Large copies fail to shared mount points (Vista - Windows 2003 Ser

G

Guest

Here's the environment:

- A Windows Vista System Ultimate Edition (Build 6000 and auto-patched as of
Oct 20, 07) Workstation
- Windows 2003R2 x64 SP#2 Enterprise Edition Server

On the server I have ~20 hard drives that are setup as mount points on the
server's main C-Drive. The structure is like this:

C:\HDBANKS\BANK1\HD00
C:\HDBANKS\BANK1\HD01
....
C:\HDBANKS\BANK1\HD19

So the HD00 thru HD19 are the special folders/mount points that redirect to
the physical hard drives attached to the server.

The C-Drive itself is a ~75GB Hard Drive that has approximately 30GB of free
space.

I share out the C:\HDBANKS folder as "HDBANKS" on this 2003 Server which is
called MSERVER for Media Server. So when I access from the workstation I use
the UNC of '\\MSERVER\HDBANKS'.

So (finally) here is the problem, if I copy more than 30GB worth of files
from the Vista Workstation using any of the HDxx mount points (i.e. copy from
Windows Vista to UNC of '\\MSERVER\HDBANKS\BANK1\HDxx' it fails saying there
isn't enough free room despite having amble free room on the physical hard
drive that is reference by HDxx mount point. As long as I copy files that are
less than the amount of free room on the Server's C-Drive I'm fine, but one
byte over and it fails. I can copy in batches, but that is pretty annoying to
say the least. I can also copy by sharing out the HDxx folder and accessing
that way (i.e. using \\MSERVER\HDxx', but I want to avoid share bloat and
excessive share maintenance.

Is there a setting I can change to get the Explorer Copy mechanism so that
it will not check for free space before copying? Is there a fix for this
issue or flag for explorer to check beyond the root for mount points? If not,
how can one report this as a bug?

Thanks!
Don
 
J

Jeffrey Randow

My advice is not to use Explorer at all to copy files..

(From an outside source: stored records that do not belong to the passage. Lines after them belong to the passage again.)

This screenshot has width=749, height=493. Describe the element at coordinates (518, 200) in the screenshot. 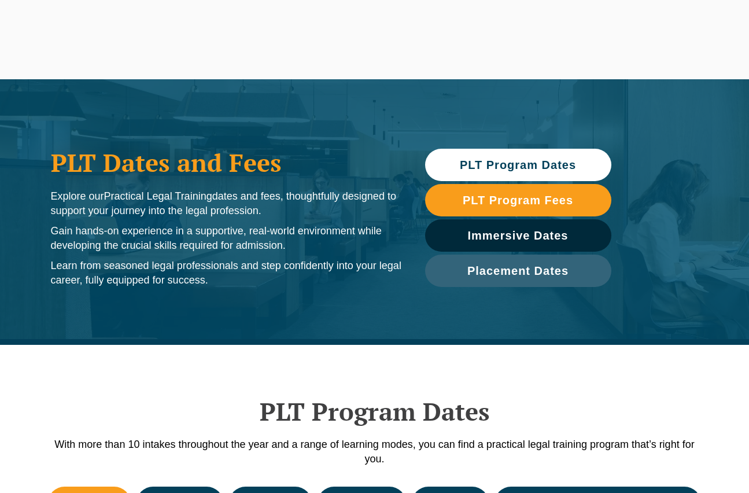

I see `a: PLT Program Fees` at that location.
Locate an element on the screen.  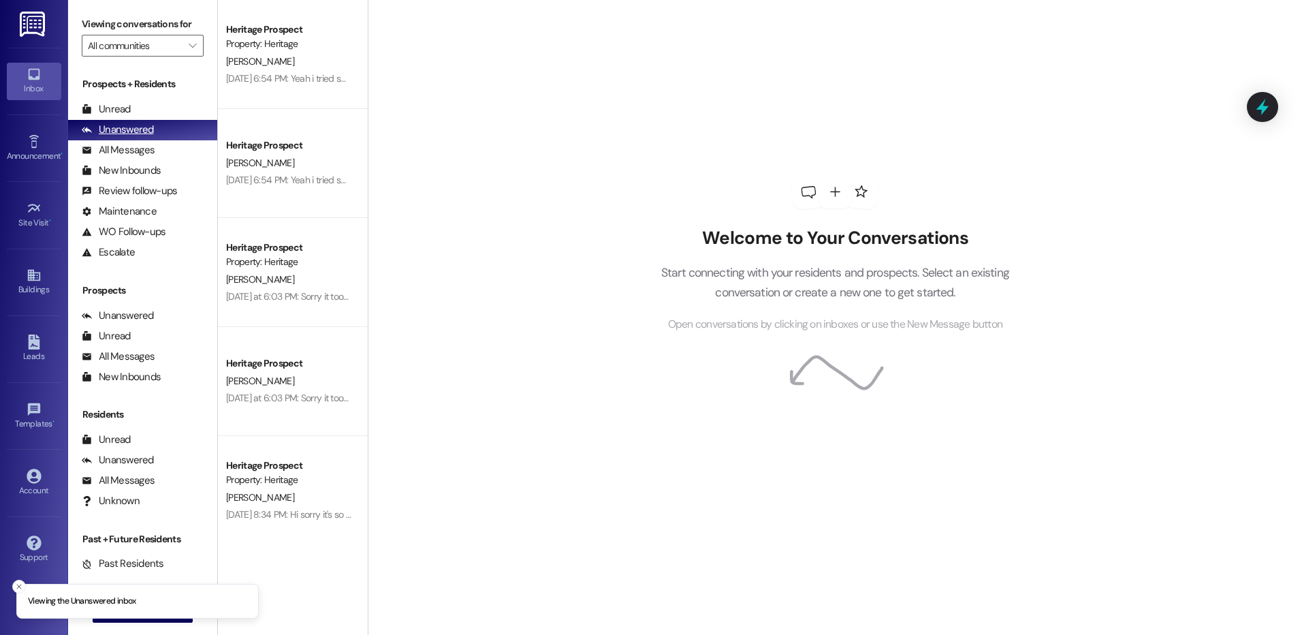
a: Templates • is located at coordinates (34, 416).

Robocopy is much faster and allows you to restart if there are network
errors...
 
G

Guest

Jeffrey -

Thanks for the suggestion. I never knew this tool existed. It's nice that
Microsoft is finally producing and making available some decent command line
tools over the last few years.

I'd still like the explorer/graphically portion to work, but this is a good
alternative. Maybe I can wrap a 'Send To' process around it ...

Thanks,
Don
 

Ask a Question

Want to reply to this thread or ask your own question?

You'll need to choose a username for the site, which only take a couple of moments. After that, you can post your question and our members will help you out.